Handling Tricky Family Dynamics

Dec 16, 2025
Women's Hour - How to handle critical relatives
9:03
 

Family gatherings are wonderful in theory.

In practice, they can be a minefield.

The child who hides behind your leg when Grandma opens the door with arms wide. The gift unwrapped with a flat "I didn't want that."

The moment you walk back into your family home and within twenty minutes you are fourteen again.

I was invited onto BBC Woman's Hour to talk about exactly this. I've pulled out the key points below, because they are just as useful at a birthday party in April as they are at Christmas.

Your child is a sponge - and they feel your anxiety first

One of the first things I said on the programme is something I tell my clients constantly.
Think of your child as a little sponge.

If you're anxious about how they'll behave when you arrive at Grandma's, they will feel that. Before you've even knocked on the door.

Add in Grandma's expectations - which are often very different from yours - and the stress of anticipation, and suddenly your child is hiding behind your leg just when you most need them to say hello nicely.

You feel judged.
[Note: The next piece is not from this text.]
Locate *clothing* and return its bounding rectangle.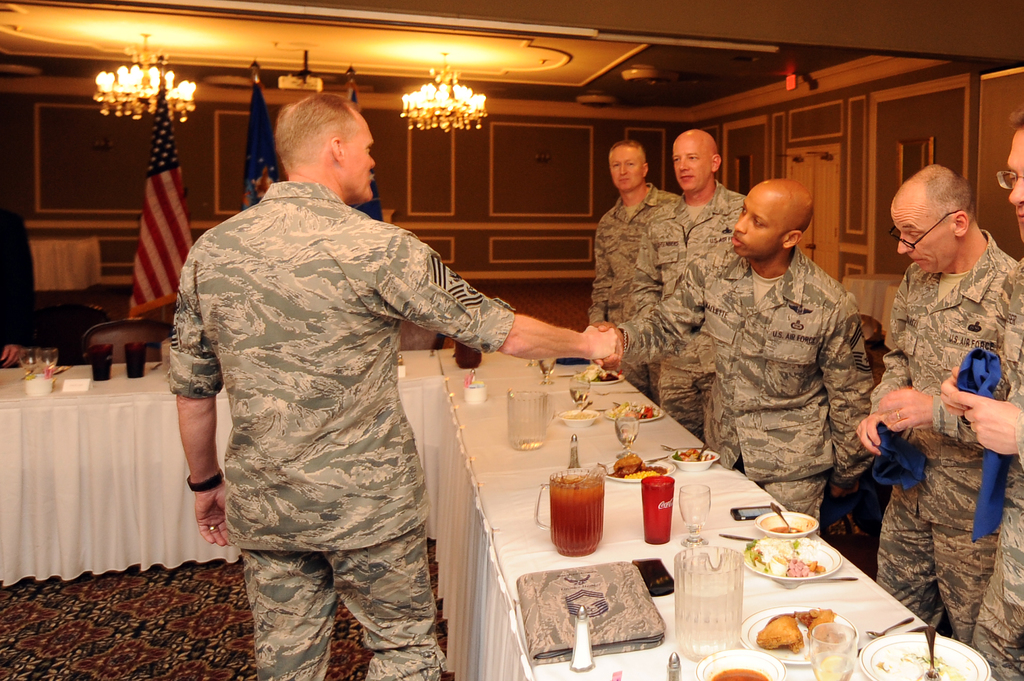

Your child feels overwhelmed. Grandma feels rejected.

Nobody is winning.

The most helpful thing you can do before any big family occasion is to manage your own anxiety first.

Take a breath. Lower the stakes in your own head. Your child is not a performance of your parenting.

They are a child, doing their best in an unfamiliar or over stimulating situation.

If you want more on how to prepare children for big occasions so they feel safe rather than overwhelmed, I wrote about exactly that here.

When Grandma expects a hug and your child won't budge

This is one of the most common moments parents describe to me, and it is genuinely uncomfortable.

You are stuck between two people you love. Your child is overwhelmed and needs your support. Your relative feels hurt and wants connection.

And you are caught in the middle, wanting to please everyone and pleasing nobody.

The key is to resist the urge to force it.

A child who is pushed into physical affection they are not ready for learns that their body autonomy comes second to an adult's feelings. That is not a lesson we want to teach.

Instead, give your child a low-pressure option.

"You don't have to have a hug. Would you like to wave, or show Grandma your toy?"

Most relatives, once they understand that a warm hello is coming, just on the child's terms, will soften.

And your child will feel safe rather than ambushed.

When you fall back into old family patterns

This one resonates with almost every parent I know.

You walk back into your family home and the old dynamics kick in immediately. The bossy sibling is being bossy. Someone is on the sofa. You are quietly furious about the washing up.

The trick is to remind yourself, consciously, that these are adults. They have whole lives outside of this room. The dynamic you're falling into is a habit, not an inevitability.

Try speaking to them as you would a colleague or a friend rather than slipping back into the role you played as a child. It feels odd at first. It works.

Think about the result you want

This is the piece of advice I come back to most, whether I am talking to parents about a difficult relative or a child mid-meltdown.

Before you say or do anything, ask yourself: “what result do I actually want here?”

If you want your child to feel understood rather than scolded, then scolding them because Grandma is watching is going to work against you.

If you want a tense moment to end well rather than escalate, then disengaging without a word is probably going to make things worse.

A calm, clear, warm response almost always does better than either of those options. It takes practice. It feels unnatural at first, especially in the heat of the moment. But it is a skill, and it gets easier.

A final thought

The people we most want approval from are often the ones who push our buttons hardest. That is not a coincidence.

But you do not have to go into family occasions bracing for impact. A little preparation, knowing what you will and won't engage with, and some genuine compassion for everyone in the room, including yourself, goes a long way.